Client | Ilia State University | |
Categories | Conferences | |
Location | Tbilisi, Georgia | |
Date | 2018 | |
URL | Launch Project |
On February 21, 1921, the Socialist Republic of Georgia adopted its first and alas, its last constitutional project since the existence of the republic was cut short after the Bolshevik overturn and annexation of Georgia. Both in its time and in retrospection, the document has been hailed as an impeccable legal specimen due to its unapologetic focus on equality and human rights. One particularly enticing feature of the 1921 Constitution is strict separation of the church and the state, a strikingly bold proposition not only for that particular time period, but also for the Georgian context wherein the Georgian Orthodox Church and Chrisitan identity at large figured prominently throughout the country’s history, and particularly in the national identity building projects of the nineteenth and early twentieth centuries. As a budding social democracy built on Marxist ideals, the First Republic was naturally averse to religious institutions. Utmost dedication to equality as the crowning point of class and revolutionary struggle propelled Georgian Mensheviks to avoid directly tackling the leverage of religion in the public sphere. Instead, with Engelsian patience they opted to stand by until religion disappeared as a side-effect of organizing and educating the proletariat (Engels c1878). Conceptually, this manoeuvre was built on the post-Enlightenment understanding of religion as a “private matter.” The article takes a close look at constitution debates surrounding the topic of church-state separation as well as its reverberations in religious circles and common public. Moreover, it explores the mechanics of building the perception of “the people” in the process of nation-building without utilizing the bonding power of religious association.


# EXERCISE
Present each line of the entries below that holds the word "forecast".

(Records contained in a dataset)
......

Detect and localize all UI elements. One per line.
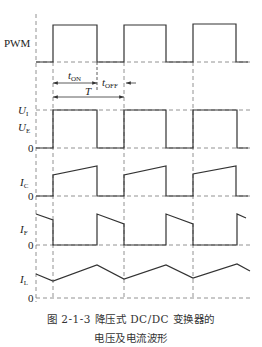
label-t-off: tOFF [102, 76, 118, 90]
label-ic: IC [19, 176, 29, 190]
zero-label-ic: 0 [28, 190, 34, 202]
label-if: IF [19, 223, 28, 237]
il-waveform [36, 264, 250, 281]
label-ue: UE [18, 121, 30, 135]
waveform-diagram: PWM UI UE 0 IC 0 IF 0 IL 0 tON tOFF T [0, 0, 262, 347]
ic-waveform [36, 166, 248, 196]
label-il: IL [19, 273, 28, 287]
figure-caption-line1: 图 2-1-3 降压式 DC/DC 变换器的 [0, 311, 262, 326]
ue-waveform [36, 110, 248, 148]
time-axis-guides [36, 14, 193, 302]
label-ui: UI [18, 104, 29, 118]
pwm-waveform [36, 24, 248, 62]
label-period: T [85, 85, 92, 97]
label-pwm: PWM [4, 37, 31, 49]
figure-caption-line2: 电压及电流波形 [0, 330, 262, 345]
signal-labels: PWM UI UE 0 IC 0 IF 0 IL 0 tON tOFF T [4, 37, 118, 304]
zero-label-il: 0 [28, 292, 34, 304]
zero-label-if: 0 [28, 239, 34, 251]
timing-annotations [53, 62, 136, 97]
label-t-on: tON [68, 69, 81, 83]
zero-label-ue: 0 [28, 142, 34, 154]
if-waveform [36, 214, 246, 245]
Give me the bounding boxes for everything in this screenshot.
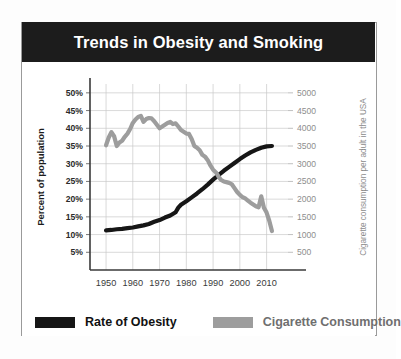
chart-title-bar: Trends in Obesity and Smoking (22, 22, 375, 62)
plot-area: 5%10%15%20%25%30%35%40%45%50%50010001500… (22, 62, 375, 336)
legend-item-obesity: Rate of Obesity (35, 315, 177, 329)
chart-legend: Rate of Obesity Cigarette Consumption (22, 308, 375, 336)
y-axis-tick-label: 20% (66, 194, 84, 204)
y2-axis-title: Cigarette consumption per adult in the U… (359, 98, 368, 256)
page-title: Trends in Obesity and Smoking (74, 33, 324, 52)
legend-swatch-obesity (35, 317, 75, 328)
y2-axis-tick-label: 2000 (297, 194, 316, 204)
x-axis-tick-label: 1980 (176, 278, 196, 288)
legend-item-cigarette: Cigarette Consumption (213, 315, 401, 329)
y2-axis-tick-label: 3000 (297, 159, 316, 169)
y2-axis-tick-label: 4500 (297, 106, 316, 116)
y2-axis-tick-label: 1000 (297, 230, 316, 240)
line-chart: 5%10%15%20%25%30%35%40%45%50%50010001500… (22, 62, 375, 336)
y2-axis-tick-label: 500 (297, 247, 312, 257)
y2-axis-tick-label: 1500 (297, 212, 316, 222)
y-axis-tick-label: 35% (66, 141, 84, 151)
y-axis-title: Percent of population (35, 128, 46, 226)
y2-axis-tick-label: 3500 (297, 141, 316, 151)
x-axis-tick-label: 1960 (123, 278, 143, 288)
y-axis-tick-label: 45% (66, 106, 84, 116)
x-axis-tick-label: 1970 (149, 278, 169, 288)
x-axis-tick-label: 1990 (203, 278, 223, 288)
x-axis-tick-label: 2010 (256, 278, 276, 288)
y2-axis-tick-label: 5000 (297, 88, 316, 98)
y-axis-tick-label: 5% (71, 247, 84, 257)
legend-swatch-cigarette (213, 317, 253, 328)
y-axis-tick-label: 40% (66, 123, 84, 133)
legend-label-cigarette: Cigarette Consumption (263, 315, 401, 329)
y2-axis-tick-label: 4000 (297, 123, 316, 133)
series-line-cigarette (106, 116, 272, 231)
x-axis-tick-label: 2000 (230, 278, 250, 288)
x-axis-tick-label: 1950 (96, 278, 116, 288)
y-axis-tick-label: 50% (66, 88, 84, 98)
y2-axis-tick-label: 2500 (297, 176, 316, 186)
y-axis-tick-label: 30% (66, 159, 84, 169)
y-axis-tick-label: 10% (66, 230, 84, 240)
y-axis-tick-label: 25% (66, 176, 84, 186)
legend-label-obesity: Rate of Obesity (85, 315, 177, 329)
y-axis-tick-label: 15% (66, 212, 84, 222)
series-line-obesity (106, 146, 272, 230)
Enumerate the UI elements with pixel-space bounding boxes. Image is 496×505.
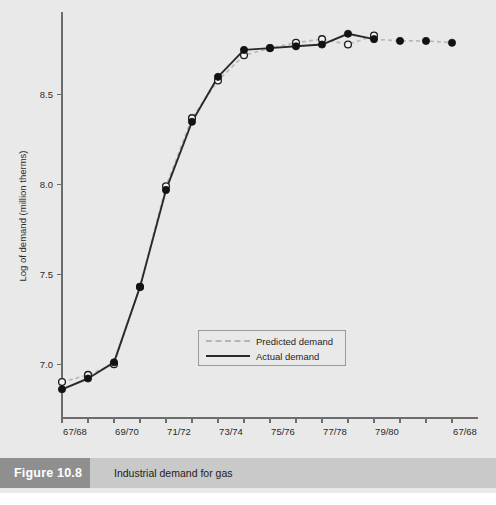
x-tick-label-6: 79/80: [375, 426, 399, 437]
data-point-actual-2: [110, 359, 117, 366]
chart-plot-area: 7.07.58.08.5Log of demand (million therm…: [0, 0, 496, 450]
x-tick-label-2: 71/72: [167, 426, 191, 437]
chart-legend: Predicted demand Actual demand: [198, 330, 346, 366]
data-point-actual-1: [84, 375, 91, 382]
data-point-actual-10: [318, 41, 325, 48]
data-point-forecast-3: [448, 39, 455, 46]
y-tick-label-0: 7.0: [40, 359, 53, 370]
data-point-actual-11: [344, 30, 351, 37]
figure-number-label: Figure 10.8: [0, 458, 90, 488]
x-tick-label-3: 73/74: [219, 426, 243, 437]
legend-swatch-predicted-icon: [206, 336, 250, 346]
data-point-actual-7: [240, 46, 247, 53]
data-point-actual-12: [370, 36, 377, 43]
y-tick-label-1: 7.5: [40, 269, 53, 280]
x-tick-label-7: 67/68: [453, 426, 477, 437]
figure-source-line: [0, 493, 496, 505]
x-tick-label-5: 77/78: [323, 426, 347, 437]
data-point-actual-0: [58, 386, 65, 393]
data-point-actual-4: [162, 186, 169, 193]
series-line-forecast: [374, 39, 452, 43]
data-point-actual-8: [266, 45, 273, 52]
x-tick-label-1: 69/70: [115, 426, 139, 437]
figure-caption-bar: Figure 10.8 Industrial demand for gas: [0, 458, 496, 488]
data-point-actual-5: [188, 118, 195, 125]
data-point-actual-3: [136, 283, 143, 290]
y-tick-label-2: 8.0: [40, 179, 53, 190]
legend-item-actual: Actual demand: [206, 349, 319, 363]
legend-label-predicted: Predicted demand: [256, 336, 333, 347]
data-point-predicted-0: [59, 379, 66, 386]
legend-swatch-actual-icon: [206, 351, 250, 361]
legend-label-actual: Actual demand: [256, 351, 319, 362]
y-axis-title: Log of demand (million therms): [17, 151, 28, 282]
data-point-forecast-2: [422, 37, 429, 44]
figure-caption-text: Industrial demand for gas: [90, 458, 496, 488]
data-point-actual-9: [292, 43, 299, 50]
data-point-actual-6: [214, 73, 221, 80]
x-tick-label-0: 67/68: [63, 426, 87, 437]
x-tick-label-4: 75/76: [271, 426, 295, 437]
chart-svg: 7.07.58.08.5Log of demand (million therm…: [0, 0, 496, 450]
data-point-predicted-11: [345, 41, 352, 48]
y-tick-label-3: 8.5: [40, 89, 53, 100]
legend-item-predicted: Predicted demand: [206, 334, 333, 348]
data-point-forecast-1: [396, 37, 403, 44]
figure-container: 7.07.58.08.5Log of demand (million therm…: [0, 0, 496, 505]
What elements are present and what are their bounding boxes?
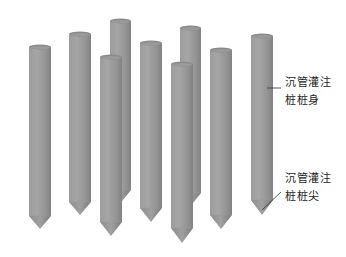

......

# ANSWER
data-point-forecast-3: [448, 39, 455, 46]
series-line-forecast: [374, 39, 452, 43]
data-point-forecast-2: [422, 37, 429, 44]
data-point-forecast-1: [396, 37, 403, 44]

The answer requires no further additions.